While the basic story of Japanese picture brides in the first decades of the 20th Century is well-known, what exactly their experience was like and how they felt is far less familiar. Author Julie Otsuka takes on the challenge of speaking their voices and in doing so, she vividly revives their spirits into her latest novel, “The Buddha in the Attic.”

The story is intense, sometimes shockingly raw, and never is a moment lost. She expresses an emotionally intense tale with what it was like to be a young Japanese woman dropped into a strange and hostile world, where even the husbands to be are almost as alien as the nightmarish world they wake up in. From this moment of fractured dreams upon their arrival in America, these women travel into building new lives and finally into the internment camps of World War II.

The language and voice of the book must be mentioned. Like her skillfully crafted, distinctive, and well received first book, “When the Emperor was Divine,” her writer’s voice is truly unique. But Otsuka is not a one-trick pony. Although the writing style here is related to the earlier work, it is more like a relative from a distant shore, just as her new novel’s protagonists are.

Whereas convention often calls for a story of one symbolic composite character to stand for all, Otsuka does the very opposite. There is no one identifiable character; rather, she sweeps together a plethora of women’s experiences and emotions, and speaks with a corporate “we” throughout her narration.

Taking on the multiple voices of the first person plural, she embodies them and weaves them into a singular spirit. Telling hundreds of different women’s experiences, with almost every sentence, the character shifts into another, with yet another facet added to a multi-faceted gemstone ever growing as the narrative progresses.

The author never surrenders her corporate “we” voice, and with that singular “we,” she embraces all those Japanese picture brides, leaving not a single soul behind. The one first person plural voice speaks for all of those Japanese who ever dreamed, suffered, and endured the reality of the life as emigrant wives, mothers, and evacuees.

Author Julie Otsuka. Photo Credit: Robert Bessoir.
Author Julie Otsuka. Photo Credit: Robert Bessoir.

Propelling the narrative forward is Otsuka’s remarkably simple prose and structure, with common repetition of sentences that is reminiscent of the gospel preacher style. With lightening speed efficiency, the reader is nearly drawn into the whirlwind of the story at an almost frantic pace. Yet never do simple sentence structures distract, nor bore, but for (because of) Ostuka’s masterful hand for words and images which sustain the story’s electrifying energy.

She not only recreates a world lost to time, but also revives the ghosts of the past. The final chapter is especially haunting and unique because of its perspective. The WWII evacuation of Japanese from the West Coast forces the departure of these picture brides and their Japanese families. Otsuka’s Japanese protagonists and their corporate “we” voice again become ghosts and disappear from the narrative. We then hear the voices of the remaining Caucasian American residents, as they experience a world without Japanese, left in the vacuum of their departure.

This is no mere book, but a reading experience. “The Buddha in the Attic” cannot be measured by its grammatical simplicity, or by its number of pages. Its weight and heft transcend its physical size. Julie Otsuka again shows that she is a writer’s writer.

From the first page, like her characters, the reader enters into her spirit world. Writing about the August Festival for the dead (“Obon”) and their spirits, she writes:

And at the end of that day, when it was time for them to leave, we set paper lanterns afloat on the river to guide them safely home. For they were Buddhas now, who resided in the Land of Bliss.

 

 

Putting the book down upon reading its last page, readers, too, will reside in Julie Otsuka’s land of bliss.

 

“The Buddha in the Attic” by Julie Otsuka has been nominated for the National Book Award.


## [Exercise]
After locating the line that contains "Locate an element on the screen. The", give that line and all the rest through the end of the entries again exactly, leaving the pictures out.

## [Record excerpts]
'''
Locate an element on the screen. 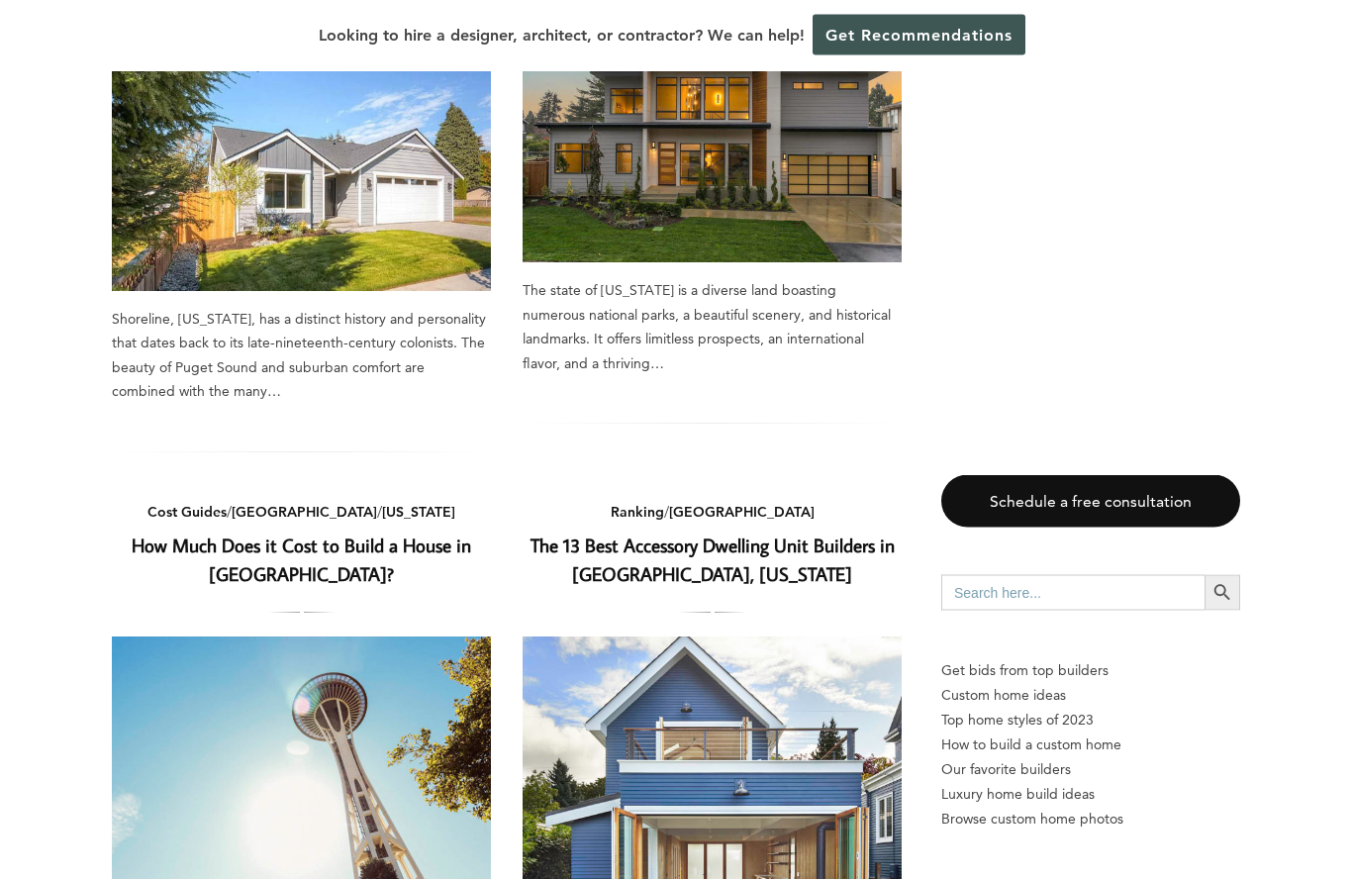  p: Top home styles of 2023 is located at coordinates (1091, 720).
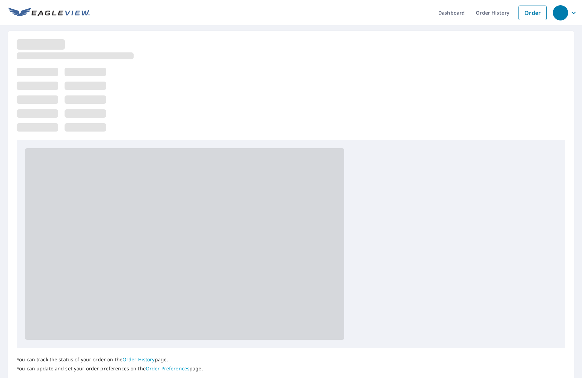 The height and width of the screenshot is (378, 582). Describe the element at coordinates (110, 360) in the screenshot. I see `p: You can track the status of your order on the page.` at that location.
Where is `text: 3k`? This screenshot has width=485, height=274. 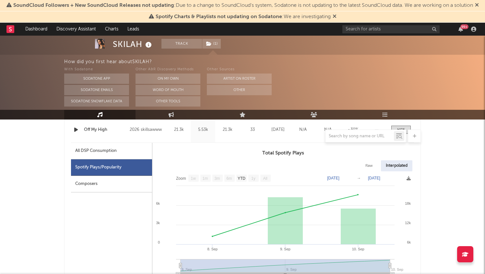
text: 3k is located at coordinates (158, 223).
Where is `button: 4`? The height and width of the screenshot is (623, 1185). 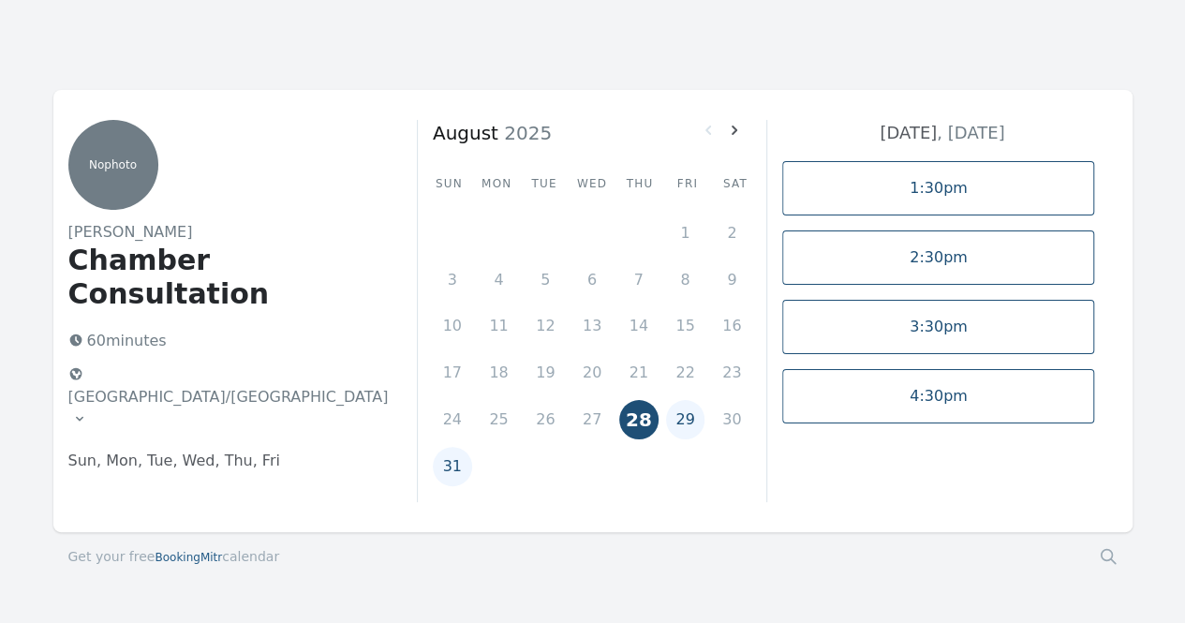
button: 4 is located at coordinates (499, 280).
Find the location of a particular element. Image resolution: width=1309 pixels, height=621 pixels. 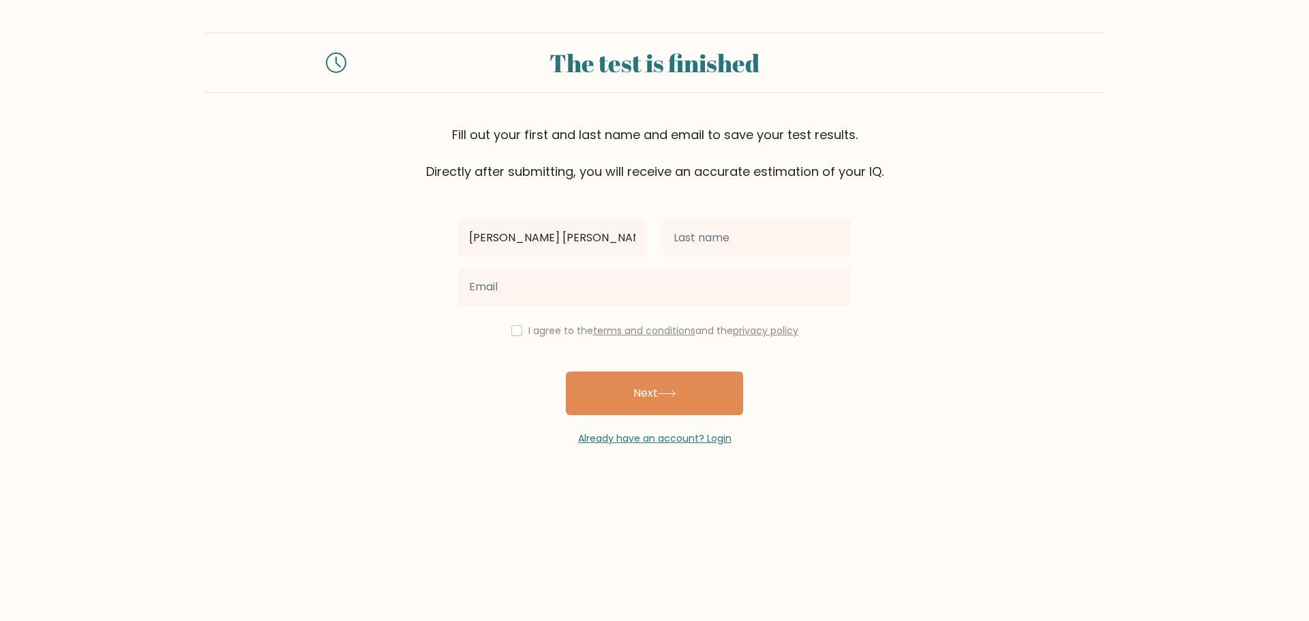

div: The test is finished is located at coordinates (654, 63).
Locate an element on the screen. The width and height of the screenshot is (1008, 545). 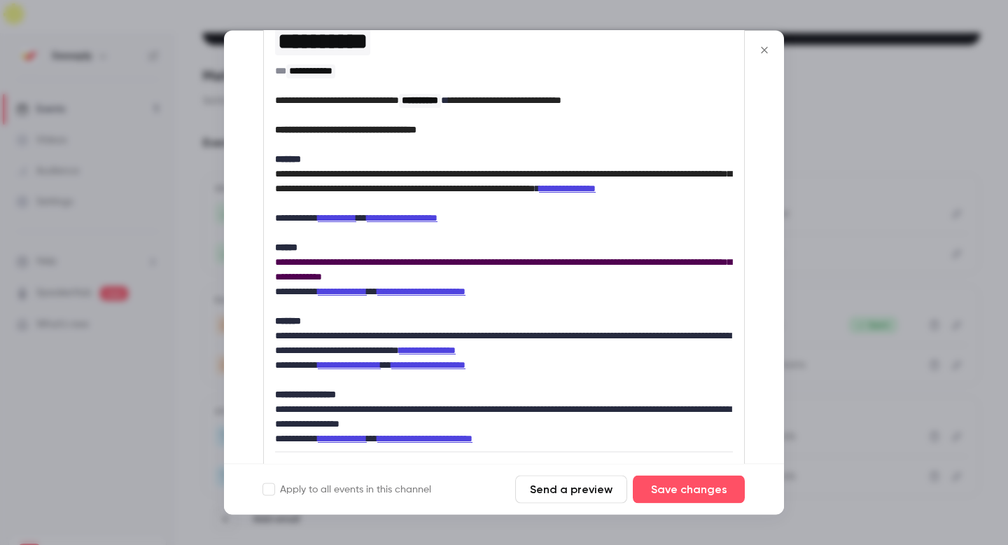
button: Send a preview is located at coordinates (571, 489).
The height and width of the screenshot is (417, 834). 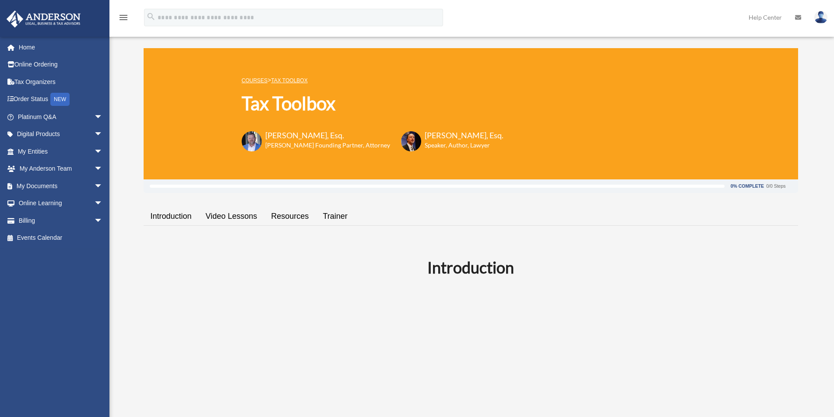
'''
## [Final answer]
Locate an element on the screen. The width and height of the screenshot is (1008, 545). 
button: Send a preview is located at coordinates (571, 489).
The height and width of the screenshot is (417, 834). 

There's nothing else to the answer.